The recommendations were contained in a ruling that comes nearly a week after Gableman’s Office of Special Counsel probing 2020 election results was found in contempt for not following the state’s open records laws. 

In a scathing written ruling, Dane County Circuit Court Judge Frank Remington said Gableman’s conduct during a June 10 contempt hearing and court recess was “an affront to the judicial process” and an insult to Attorney Christa Westerberg.

Westerberg is representing liberal watchdog American Oversight in its lawsuit demanding records from the special counsel’s 2020 election investigation.

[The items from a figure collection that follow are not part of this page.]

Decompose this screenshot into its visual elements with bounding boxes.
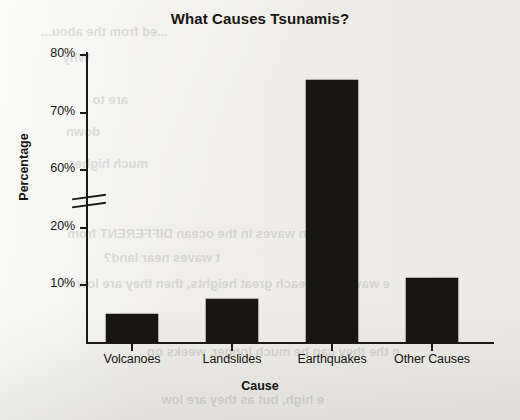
y-tick-0 bbox=[80, 54, 87, 56]
x-tick-1 bbox=[231, 344, 233, 351]
bar-earthquakes bbox=[306, 80, 358, 342]
y-tick-3 bbox=[80, 227, 87, 229]
axis-break-lower-slash bbox=[72, 202, 106, 209]
y-tick-label-1: 70% bbox=[15, 104, 75, 118]
bar-volcanoes bbox=[106, 314, 158, 343]
x-tick-2 bbox=[331, 344, 333, 351]
category-label-other-causes: Other Causes bbox=[382, 352, 482, 366]
category-label-volcanoes: Volcanoes bbox=[82, 352, 182, 366]
bar-other-causes bbox=[406, 278, 458, 342]
y-tick-1 bbox=[80, 112, 87, 114]
x-axis-title: Cause bbox=[0, 379, 520, 393]
category-label-earthquakes: Earthquakes bbox=[282, 352, 382, 366]
x-tick-3 bbox=[431, 344, 433, 351]
y-tick-4 bbox=[80, 284, 87, 286]
y-axis-title: Percentage bbox=[17, 122, 31, 212]
y-tick-label-0: 80% bbox=[15, 46, 75, 60]
x-tick-0 bbox=[131, 344, 133, 351]
category-label-landslides: Landslides bbox=[182, 352, 282, 366]
y-tick-2 bbox=[80, 169, 87, 171]
chart-title: What Causes Tsunamis? bbox=[0, 10, 520, 27]
y-tick-label-4: 10% bbox=[15, 276, 75, 290]
bar-chart: What Causes Tsunamis? 80%70%60%20%10% Vo… bbox=[0, 0, 520, 420]
y-tick-label-3: 20% bbox=[15, 219, 75, 233]
axis-break-upper-slash bbox=[72, 194, 106, 201]
bar-landslides bbox=[206, 299, 258, 342]
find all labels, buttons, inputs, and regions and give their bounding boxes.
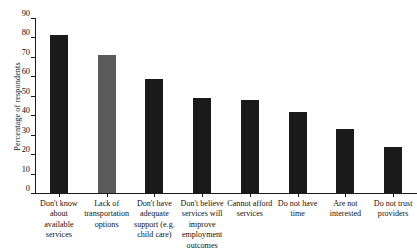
y-tick-label: 70	[22, 52, 30, 53]
x-label-line: services will	[176, 209, 228, 219]
bar-6	[289, 112, 307, 193]
x-tick-mark	[345, 193, 346, 197]
x-label-line: employment	[176, 230, 228, 240]
bar-5	[241, 100, 259, 193]
y-axis-title: Percentage of respondents	[13, 27, 22, 187]
x-label-line: Lack of	[81, 199, 133, 209]
x-tick-mark	[250, 193, 251, 197]
bar-8	[384, 147, 402, 193]
x-label-line: Are not	[319, 199, 371, 209]
bar-series	[35, 18, 417, 193]
x-label-line: outcomes	[176, 241, 228, 251]
y-tick-label: 0	[26, 188, 30, 189]
x-tick-mark	[59, 193, 60, 197]
x-label-line: options	[81, 220, 133, 230]
x-label-line: Do not trust	[367, 199, 417, 209]
y-tick-label: 90	[22, 13, 30, 14]
plot-area: 0102030405060708090	[35, 18, 417, 193]
x-label-line: improve	[176, 220, 228, 230]
x-label-line: Do not have	[272, 199, 324, 209]
y-tick-label: 50	[22, 91, 30, 92]
bar-3	[145, 79, 163, 193]
x-axis-label-1: Don't knowaboutavailableservices	[33, 199, 85, 241]
x-axis-line	[35, 193, 417, 194]
x-tick-mark	[393, 193, 394, 197]
x-label-line: interested	[319, 209, 371, 219]
x-label-line: providers	[367, 209, 417, 219]
x-tick-mark	[107, 193, 108, 197]
y-tick-label: 30	[22, 130, 30, 131]
x-label-line: Don't have	[128, 199, 180, 209]
x-label-line: Cannot afford	[224, 199, 276, 209]
x-tick-mark	[202, 193, 203, 197]
y-tick-label: 80	[22, 32, 30, 33]
x-label-line: available	[33, 220, 85, 230]
x-axis-label-2: Lack oftransportationoptions	[81, 199, 133, 230]
x-axis-label-3: Don't haveadequatesupport (e.g.child car…	[128, 199, 180, 241]
x-axis-label-5: Cannot affordservices	[224, 199, 276, 220]
x-label-line: transportation	[81, 209, 133, 219]
bar-4	[193, 98, 211, 193]
bar-1	[50, 35, 68, 193]
x-label-line: Don't believe	[176, 199, 228, 209]
x-tick-mark	[154, 193, 155, 197]
x-axis-label-4: Don't believeservices willimproveemploym…	[176, 199, 228, 251]
x-axis-label-6: Do not havetime	[272, 199, 324, 220]
x-axis-labels: Don't knowaboutavailableservicesLack oft…	[35, 199, 417, 252]
x-label-line: support (e.g.	[128, 220, 180, 230]
y-tick-label: 60	[22, 71, 30, 72]
x-axis-label-7: Are notinterested	[319, 199, 371, 220]
x-axis-label-8: Do not trustproviders	[367, 199, 417, 220]
y-tick-mark	[31, 193, 35, 194]
bar-chart: Percentage of respondents 01020304050607…	[0, 0, 417, 252]
x-label-line: adequate	[128, 209, 180, 219]
y-tick-label: 10	[22, 169, 30, 170]
x-label-line: services	[224, 209, 276, 219]
y-tick-label: 20	[22, 149, 30, 150]
bar-2	[98, 55, 116, 193]
bar-7	[336, 129, 354, 193]
x-label-line: child care)	[128, 230, 180, 240]
x-label-line: services	[33, 230, 85, 240]
x-label-line: about	[33, 209, 85, 219]
x-tick-mark	[298, 193, 299, 197]
x-label-line: Don't know	[33, 199, 85, 209]
x-label-line: time	[272, 209, 324, 219]
y-tick-label: 40	[22, 110, 30, 111]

During a June 10 court hearing in which Gableman was to answer questions about his office’s refusal to provide records to American Oversight, he refused to testify. 

Gableman then accused Remington of abandoning “his role as a neutral magistrate” and “acting as an advocate” during the hearing. Gableman was caught on a live courtroom microphone during a subsequent court recess insinuating that Westerberg could not do her job without consulting on strategy with the judge in his chambers. 

“The Court will ignore the personal insult,” Remington wrote. “However, the Court cannot ignore Gableman’s disruptive conduct and misogynistic comments about a fellow lawyer.”

See Gableman’s remarks on audio and video. Gableman (1) complains childishly about adverse rulings from the judge, (2) baselessly implies illicit conduct between judge and counsel as the cause of those adverse rulings, and (3) claims that he, Gableman, never acted improperly as a judge when, as anyone can see, he’s acting improperly as an attorney and as special counsel when he’s knowingly speaking this way on an open microphone in court.

Gableman is bound by the rules of a profession that has a duty to review and, if he is found culpable, punish him for his misconduct. The Legislature may be stuck with Gableman for eons yet to come, but the legal profession should no longer endure his breaches of professional duty.


New Arrivals at Minnesota Zoo:

Six adorable baby beavers were born at the Minnesota Zoo. The zoo says everyone is doing well and the beaver kits are expected to emerge from their enclosure in July.